** Opening Information shown block **

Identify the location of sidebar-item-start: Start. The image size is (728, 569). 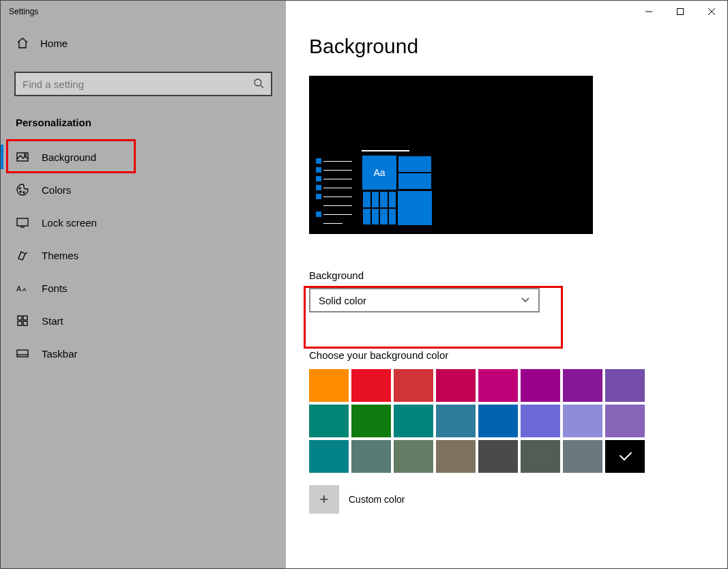
(143, 321).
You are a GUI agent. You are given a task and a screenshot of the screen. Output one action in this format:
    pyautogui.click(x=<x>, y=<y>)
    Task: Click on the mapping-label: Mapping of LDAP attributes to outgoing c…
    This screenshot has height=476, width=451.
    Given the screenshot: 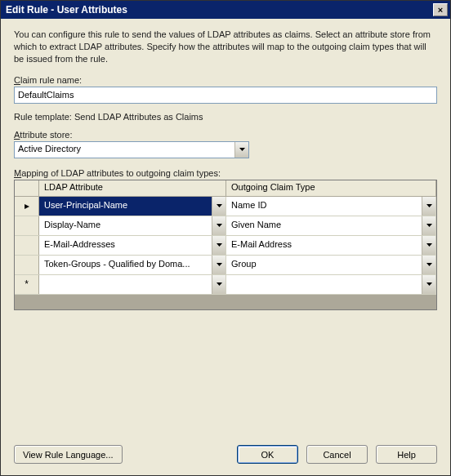 What is the action you would take?
    pyautogui.click(x=226, y=173)
    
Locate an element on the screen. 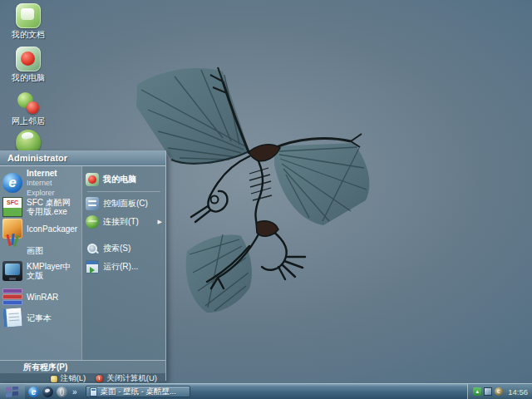 This screenshot has height=399, width=532. tray-swirl-icon is located at coordinates (499, 392).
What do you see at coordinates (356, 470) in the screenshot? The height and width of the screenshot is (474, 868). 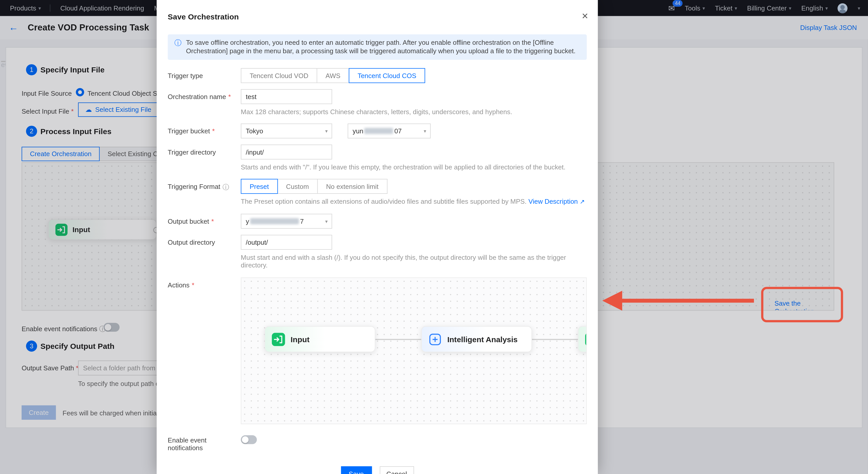 I see `save-button: Save` at bounding box center [356, 470].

** Closing Information shown block **

Task to carry out ▸
The answer must consist only of the lines from the beginning of the entries above through the line that holds "Task: Click on", reproduced exactly and without pictures.

Answer to this task ▸
Identify the location of sidebar-item-start: Start. The image size is (728, 569). 
(143, 321).
You are a GUI agent. You are given a task and a screenshot of the screen. Output one action in this format:
    pyautogui.click(x=<x>, y=<y>)
    Task: Click on the mapping-label: Mapping of LDAP attributes to outgoing c…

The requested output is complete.